Wednesday Webinar: The Edinburgh Study of Youth Transitions and Crime

Home > Wednesday Webinar: The Edinburgh Study of Youth Transitions and Crime

08 August 2022

In this webinar, we are joined by Lesley McAra and Susan McVie, Co-Directors of the Edinburgh Study of Youth Transitions and Crime.

Listen to the webinar recording

View the slides

The Edinburgh Study is a longitudinal programme of research on pathways into and out of crime for around 4,300 people who started secondary school in Edinburgh in 1998. The most recent research phase follows-up with participants at age 35 to examine the causes and impacts of criminal justice pathways on longer-term life chances. The findings were published in this report in March.

 

The link between difficulties with education and prison experience

Susan highlighted some shared characteristics of people in the study who had been to prison. They were significantly more likely to have grown up in a low income household and to have reported problematic substance use.

PLA members were particularly interested in the findings about education:

Those with prison experience by age 35 were significantly more likely to have special educational needs, identified personal difficulties and half had changed schools at least once during secondary education.

By age 15 (approaching legal school leaving age), prison experienced individuals were significantly less engaged with school (as were their parents) and were far more likely to be behaving badly and receiving school punishments.

Half of those with prison experience by age 35 were excluded from school by age 12, and the vast majority of them had left school at the earliest opportunity.

 

Pathways to desistance

Lesley explained that the study found persistent offending from age 18 was linked to early serious offending, drug use, and adverse childhood experiences. However, other problems in adulthood such as impulsivity, clinical depression, clinical anxiety, and experiencing victimisation were also strongly associated with persistent offending.

Their interview data showed that contact with agencies such as care, education and criminal justice can at best slow down pathways out of offending and at worst, increase the likelihood of reoffending.

Many of our most serious persistent offenders, particularly those that carried on into adulthood, had quite a tenuous relationship with school. They often skipped, skived or truanted from school, and often were excluded from school. Some of this was to do with bullying; being a victim of bullying or being a bully themselves. There were also very strong findings about undiagnosed learning needs at school.

The study finds that, when it comes to stopping reoffending, it is people, rather than systems, institutions, or programmes that matter.

It’s the people that young people encounter that matter. Really positive relationships can make a difference.

Loving relationships, employment and responsibilities are key, yet fragile aspects of desistance. These are things that the criminal justice system can’t create but do sometimes undermine.

 

Policy implications of The Edinburgh Study

The study has many important findings and crucial messages for policy makers. Susan and Lesley laid out the following implications of this research:

  • A holistic, joined-up approach across policy portfolios
  • Community-targeted universal services
  • Educational inclusion (policies to tackle bullying and exclusion, better diagnosis, and support for those with additional learning needs etc.)
  • Not losing focus on older children (16-18)
  • Life-long learning opportunities (employability, caring and parenting skills, managing relationships, literacy etc.)
  • Better support for key transitions (out of school, out of care, out of prison)
  • Recognition of adult adverse experiences, in addition to adverse childhood experiences

The elephant in the room is poverty. Poverty absolutely matters in all of this; it flows through everything. It puts you under the gaze of the criminal justice system and yet that gaze of the criminal justice system means it’s very difficult to then escape poverty. We need to put poverty at the centre of our thinking about youth and adult crime.

 

Listen to the webinar recording

View the slides

 

We are very grateful to our fantastic speakers and to the participants in the discussion.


• [EXERCISE DETAILS]:
Each line of the data holding "Image" should be found and copied.

[Stored items from a collection]
··········

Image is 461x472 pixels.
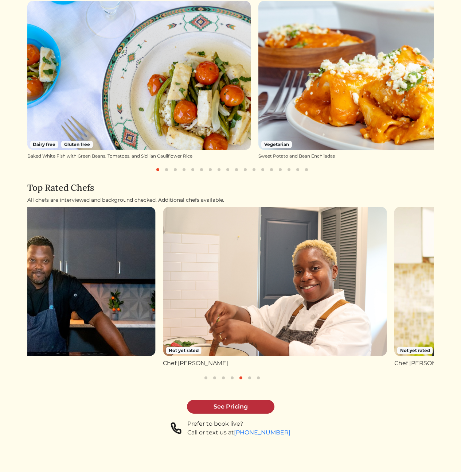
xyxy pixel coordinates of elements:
div: Baked White Fish with Green Beans, Tomatoes, and Sicilian Cauliflower Rice [27,153,251,159]
h4: Top Rated Chefs [27,183,434,193]
div: Call or text us at [187,428,291,437]
div: Chef [PERSON_NAME] [163,359,387,367]
span: Not yet rated [166,347,202,354]
img: Baked White Fish with Green Beans, Tomatoes, and Sicilian Cauliflower Rice [27,1,251,150]
span: Gluten free [61,141,93,148]
span: Vegetarian [261,141,292,148]
a: [PHONE_NUMBER] [234,429,291,436]
span: Not yet rated [397,347,433,354]
div: All chefs are interviewed and background checked. Additional chefs available. [27,196,434,204]
img: Chef Mycheala [163,207,387,356]
div: Prefer to book live? [187,419,291,428]
span: Dairy free [30,141,59,148]
a: See Pricing [187,400,274,413]
img: phone-a8f1853615f4955a6c6381654e1c0f7430ed919b147d78756318837811cda3a7.svg [171,419,182,437]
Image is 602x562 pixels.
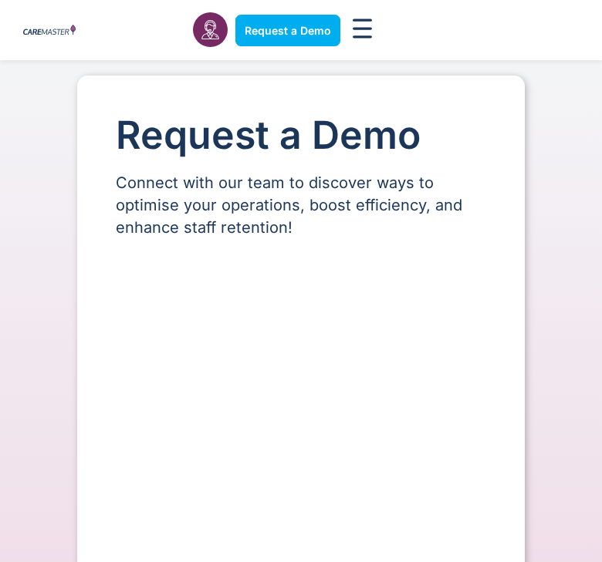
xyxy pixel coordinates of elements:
p: Connect with our team to discover ways to optimise your operations, boost efficiency, and enhance... [116,172,486,239]
a: Request a Demo [235,15,340,46]
div: Menu Toggle [348,14,377,47]
h1: Request a Demo [116,114,486,157]
span: Request a Demo [245,24,331,37]
img: CareMaster Logo [23,25,76,36]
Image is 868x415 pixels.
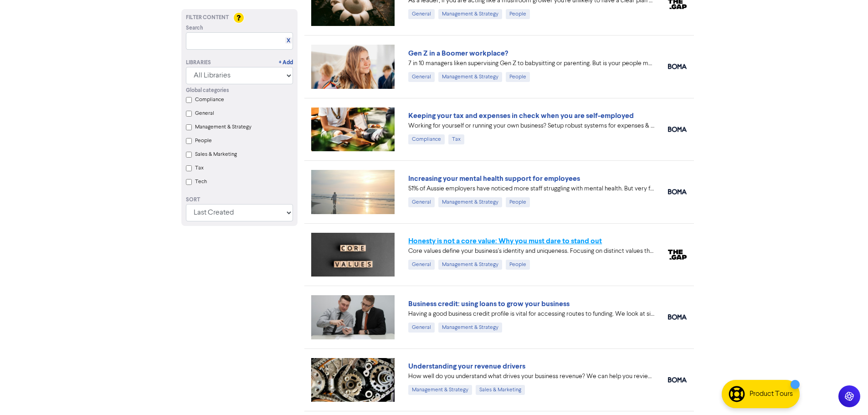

··········

• [EXPECTED ANSWER]:
Image is 461x472 pixels.
Image is 602x562 pixels.
Image is 868x415 pixels.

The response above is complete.